The study is based on three main types of power – visible, hidden, and invisible – operating in three sorts of power “spaces” – closed, invited, claimed – and across local, national, and global levels. Visible power can be observed as it’s exercised through decision-making based on rules and structures.

Hidden power may be applied by traditional leaders, private-sector actors, and government agencies. For example, a villager cited by the paper complained that the council of elders and village head person were “manipulative” in decision-making because the magnitude of key issues was either played down or even excluded from public discussions. In another example, the topic of grazing land and sacred groves was cited by another villager who complained that village elders invoked “respect for traditional norms” as a cover for private decision-making. These comments came during surveys conducted from July 2019 to October 2020 as part of the COLANDS initiative. Collaborating to Operationalise Landscape Approaches for Nature, Development and Sustainability (COLANDS) is led by the Center for International Forestry Research-World Agroforestry (CIFOR-ICRAF).

Private-sector actors hide their power in many ways: one obvious example is “divide and rule” or promoting conflicts in an area through donations, corruption, isolation, or lobbying for support.

One respondent said that some private-sector agribusinesses avoid participation in public meetings so they can’t be bound by collective decisions, while quietly using influential community members as their proxies. Powerful illegal timber and charcoal traders benefit from governance disagreements between local communities and higher levels of government, said a government respondent.
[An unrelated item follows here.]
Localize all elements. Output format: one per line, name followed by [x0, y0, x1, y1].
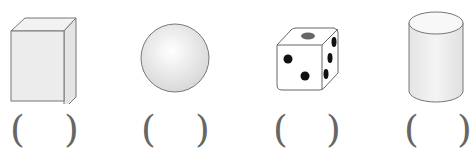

Recurring tensions in natural resource governance is a significant problem, pitting actors with visible power (the Chief and government agencies) and hidden power (local level forums and landholders) against local land users (sometimes resisting power).

These tensions can hamper efforts to implement integrated landscape approaches (ILA) that aim to create momentum to break silos and embark on multi-stakeholder platforms and other negotiation forums to address trade-offs among various interest groups or different land uses.

“Yet, integrated landscape approaches are valuable in such settings because they aim to bring together stakeholders in new social spaces that exist beyond where an individual ‘belongs’ – ethnic affiliations, gender, age, wealth – to achieve ‘win more-lose less’ outcomes,” says Siangulube.

“This is not easy to achieve, but the dialogue envisaged by ILAs, in principle, offers the latitude for competing actors to seek clarity on their rights and responsibilities,” he says.

That is particularly relevant for women and youth, who often depend on covert action to have their opinions considered in decision-making processes. “ILAs offer the potential to balance diverging power positions, ensuring fair participation of women, youths, and other less influential stakeholders in dialogue-focused processes.”

The findings, based on research including surveys and interviews, have wider relevance beyond Zambia as the approaches to understand power dynamics in contested landscapes are applicable across the tropics where mixed statutory and customary governance arrangements prevail.

Power imbalances in natural resource governance remain a significant stumbling block to equitable and inclusive landscape governance, says the paper. But that can be confronted through ILAs, including developing tools to monitor power imbalances and their impacts.


COLANDS is part of the International Climate Initiative (IKI) and is funded by the German Federal Ministry for the Environment, Nature Conservation and Nuclear Safety (BMU).

PhD research that is part of COLANDS is hosted at the Institute for Social Science Research of the University of Amsterdam and the University of British Columbia.